Why Privacy is a Feminist Issue
Every woman is one bad ex away from protecting their data.
Hey all - hope you’re having a great week! This week I wanted to dive into a topic that I think about often, but never see brought up in the tech spaces where privacy and security are discussed. I hope it gives you something to think about.
I’ve worked in the Privacy field for several years now. Yup, I’m knee deep in the whole techie thing. I’ve been to the privacy and security summits and discussed everything from anonymization to proper collection of user consent. But because the tech world tends to lean so often on the businesses’ point of views, a lot of the thought is invested in protecting large companies from government regulation rather than an individual user’s perspective on traversing the net.
Privacy is ensuring that all our data is protected — yes, from these companies using it improperly (looking at you, Cambridge Analytica) — but also from other malicious users online. Have you ever Googled yourself? You may find yourself stumbling upon your own address on a site like WhitePages or PeopleFinders. These sites also collect your full name, people closely related to you, and prior places of residence. Not only that, but it only takes 15 pieces of data about you (age, browser used, country…) for someone to identify you from a sea of data. That’s not to mention all the detailed information about yourself you posted on your Facebook back in 2009 that could still be public. When we are this visible on the Internet, it’s a simple exercise in Google search terms for anyone to find you.
There’s an inherent danger to saying “I don’t have anything to hide.”
And like a lot of things in tech, a lot of these arguments come from a place of privilege. Often times, men aren’t aware of women’s issues like safety walking alone at night or basic features like the necessity of menstrual tracking. I’m not saying that cis men don’t experience domestic violence or fear from a vengeful ex, but 1 in 4 women have experienced some form of intimate partner violence compared to 1 in 10 men. (That’s not even including the percentage of violence against LGBT people…) Unfortunately, when most women think about the world it comes with the grim reality that unsafe places and unsafe people exist.
I’ve actually been there
When I was in college I dated this guy who ended up having a breakdown when I broke up with him. Luckily I went home for the semester break soon after, finding some safety in being miles away. He sent me long, violent screeds on Facebook messenger, even after I blocked his account. He was a software engineering major, so I was acutely aware that he was very in tune with the many ways he could get information about me online. I made all of my online accounts private and deleted what extra public information I could.
I had lived online for pretty much all of my formative years, and now I found myself doing something I never thought I’d have to do— disengage with the public Internet and hide behind as many technical walls as I could. I heard from mutual friends that he ended up getting drunk and shouting in the street about me and getting arrested. He would ply mutual friends with questions about me and ask if there was still a chance…even years after we broke up. I didn’t know him to have any weapons, but the sheer emotional force being thrown my way by someone who was much larger than I was was frightening. It’s hard to explain the deep panic and lingering fear of these threats to someone who hasn’t experienced it.

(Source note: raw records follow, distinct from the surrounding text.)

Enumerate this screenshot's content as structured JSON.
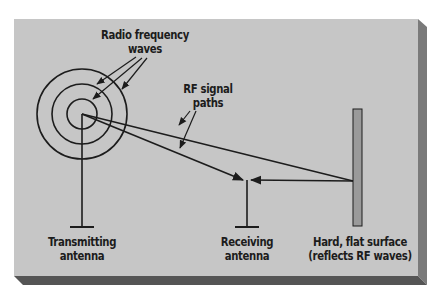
{
  "diagram": {
    "colors": {
      "panel": "#c6c6c6",
      "panel_shadow": "#707070",
      "line": "#1c1c1c",
      "surface_fill": "#9a9a9a"
    },
    "labels": {
      "rf_waves_line1": "Radio frequency",
      "rf_waves_line2": "waves",
      "rf_paths_line1": "RF signal",
      "rf_paths_line2": "paths",
      "tx_line1": "Transmitting",
      "tx_line2": "antenna",
      "rx_line1": "Receiving",
      "rx_line2": "antenna",
      "surface_line1": "Hard, flat surface",
      "surface_line2": "(reflects RF waves)"
    },
    "nodes": [
      {
        "id": "transmitting-antenna",
        "label": "Transmitting antenna"
      },
      {
        "id": "receiving-antenna",
        "label": "Receiving antenna"
      },
      {
        "id": "reflective-surface",
        "label": "Hard, flat surface (reflects RF waves)"
      }
    ],
    "edges": [
      {
        "from": "transmitting-antenna",
        "to": "receiving-antenna",
        "type": "direct path"
      },
      {
        "from": "transmitting-antenna",
        "to": "reflective-surface",
        "type": "incident path"
      },
      {
        "from": "reflective-surface",
        "to": "receiving-antenna",
        "type": "reflected path"
      }
    ]
  }
}
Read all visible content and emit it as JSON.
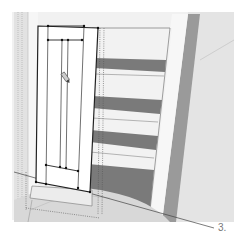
{
  "figure": {
    "step_label": "3.",
    "icons": {
      "pencil_cursor": "pencil-icon"
    },
    "colors": {
      "background": "#ffffff",
      "wall_light": "#eeeeee",
      "wall_mid": "#d6d6d6",
      "floor": "#dcdcdc",
      "shelf_dark": "#7a7a7a",
      "frame_post": "#9a9a9a",
      "door_face": "#ffffff",
      "edge": "#222222",
      "guide_line": "#555555"
    }
  }
}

The whole experience colored my relationship with the Internet and made me grateful that my experience was “not that bad” in the grand scheme of things. Others have vengeful exes that are much more dangerous, violent, and even deadly.
But this isn’t new— why digital Privacy?
As the subtitle says, I truly believe that most women are one bad ex away from caring deeply about data privacy. Even the protections that are in place to protect those in dangerous relationships like a restraining order rely entirely on the police to enforce it:
First a victim has to go to court to get a restraining order, something not everyone has the funds, time, or is organized enough to do.
A victim of this sort of harassment has to submit every message from the harasser to the police and hope that a judge sees the message as a breach of the restraining order and remove the harasser from the Internet entirely. However, because jobs, school, and communication are all online this is a high bar to take the Internet away from someone.
If not, the victim has to wait until the harasser takes the violence off the screen and into the real world before anyone will even try to help. And by then, it’s often extremely dangerous to the victim.
Our systems of justice were formed years before we started living online. We need more than this. We need to educate people before the awful thing happens on how to remove your address from public lists (a frustrating process that can even require sending faxes), set social media accounts to private, set up two factor authentication, use a password locker, and other really basic privacy protections.
It’s high time we start thinking about Privacy as a justice and safety issue and not just a corporate issue. We are online too, and we deserve to feel safe enough to engage in the public Internet.